US Securities and Exchange Commission chairman Jay Clayton will make a tough sales pitch when he tries to convince lawmakers that his agency can protect reams of personal data shortly after it disclosed a hack that shook confidence in Wall Street’s top regulator.
Clayton is testifying at a US House hearing, where he is expected to be grilled about a massive new database being built that is meant to help the SEC quickly figure out what causes market disruptions and investigate illegal trading. Known as the Consolidated Audit Trail, the repository could hold everything from brokerage account information to Social Security numbers.
Members of Congress are concerned about the CAT’s security because it will be even bigger than Edgar, the SEC database cybercriminals breached last year that houses millions of corporate filings.
“I appreciate that security issues are particularly acute with respect to a data repository that contains comprehensive information on trading activity in the securities markets, especially in light of recent events,” Clayton said in his prepared remarks. “We have committed to review periodically the effectiveness of our confidentiality and data-use procedures.”

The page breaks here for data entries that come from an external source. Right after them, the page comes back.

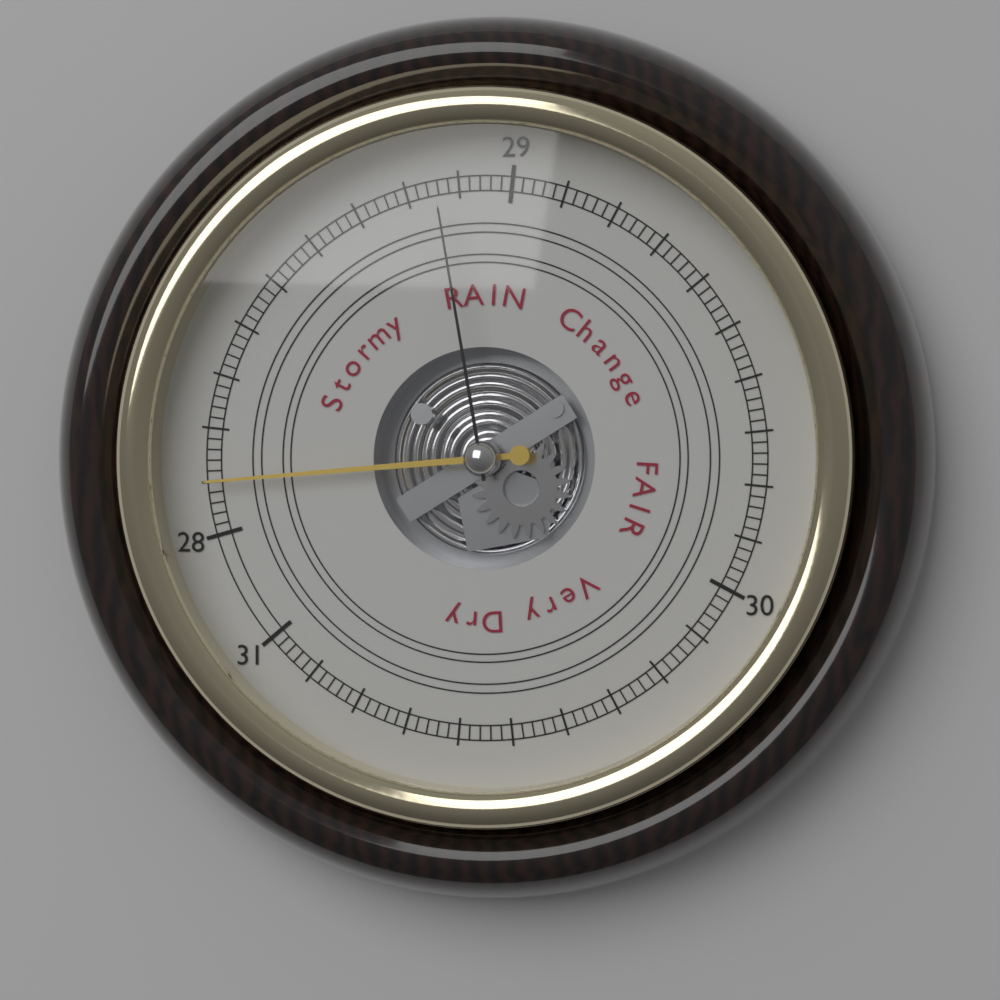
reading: 28.10 (no unit)
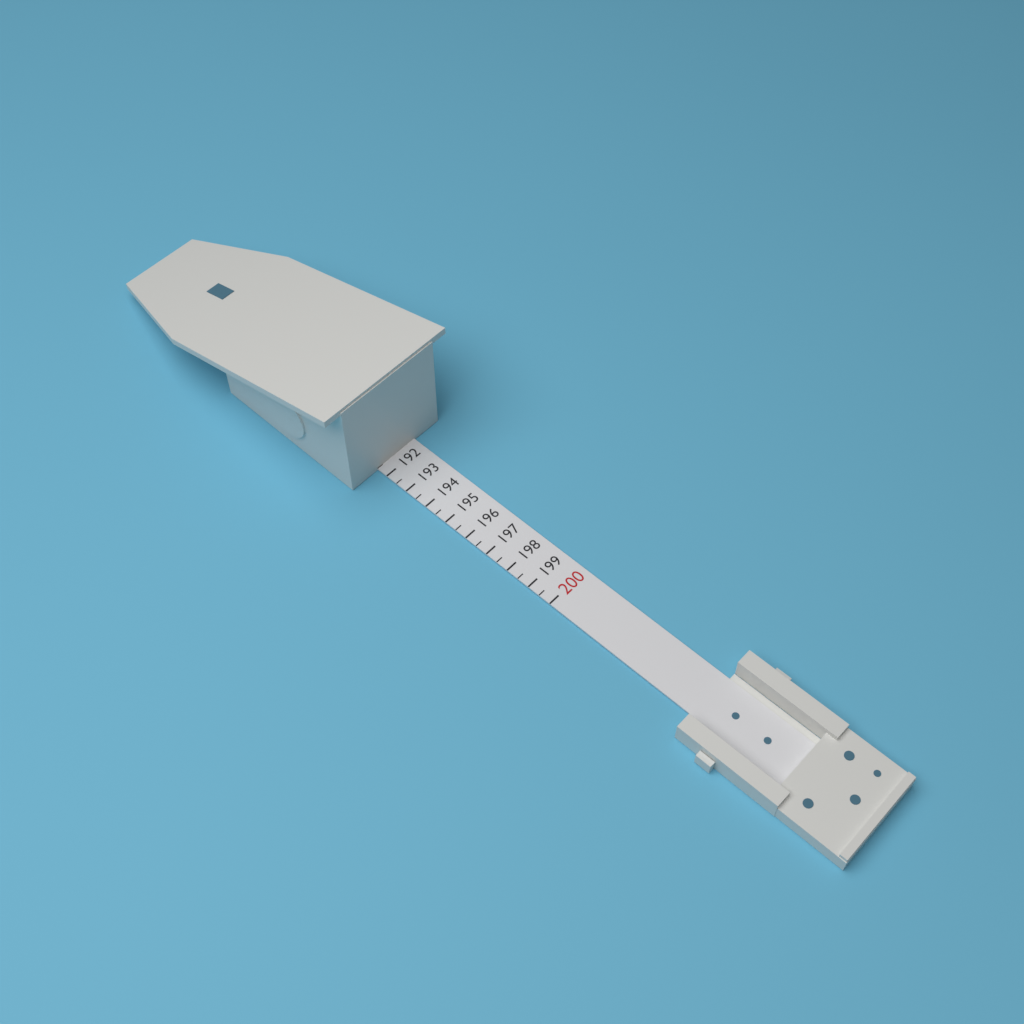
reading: 191.5 (no unit)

The SEC’s September 20 disclosure of the Edgar hack, which followed the highly publicised breach at Equifax Inc, has fuelled calls for the CAT to be put on hold. Stock exchanges are set to begin feeding data into the system next month, while brokers have to start submitting information in November 2018.
The database could ultimately include personal details for more than 100mn trading accounts, and is meant to track billions of daily orders to buy and sell stocks. Lobbyists for the New York Stock Exchange, the Nasdaq Stock Market and trade associations for brokerage firms have been telling congressional offices that regulators need to make sure all that information can be protected.
“Given the recent hacks at Equifax and the SEC, a delay of the CAT implementation would be prudent to determine whether collecting a customer’s personally identifiable information is really necessary,” said Christopher Iacovella, chief executive officer of the Equity Dealers of America, a group representing regional financial services firms.
The CAT has already been a long time coming. The SEC started kicking the idea around years ago, and it gained traction as the regulator struggled to figure out the causes of the May 2010 flash crash.
The database has been billed as an essential step to improve monitoring and understanding market moves. Thesys Technologies is leading the construction of the system which is directly overseen by the exchanges and the industry-backed Financial Industry Regulatory Authority.
Brokers and exchanges have often clashed over who will pick up the tab for the system. While both sides have been pushing for the delay, neither has called for the CAT to be scrapped altogether.
Clayton is appearing before the House Financial Services Committee. Jeb Hensarling, the Texas Republican who leads the panel, and two other GOP lawmakers urged the SEC chief last week to delay the CAT’s implementation. In a letter to Clayton, they said the agency should hold off until it can set “information security safeguards and internal controls to ensure the security of confidential and sensitive data.”
“As the 2016 breach of the Edgar filing system revealed that it may have provided the basis for illicit gains through trading, the need to delay the CAT’s implementation until there is an independent assessment of the SEC’s information security regime is only amplified,” wrote Hensarling and Representatives Bill Huizenga and Randy Hultgren in the September 28 letter.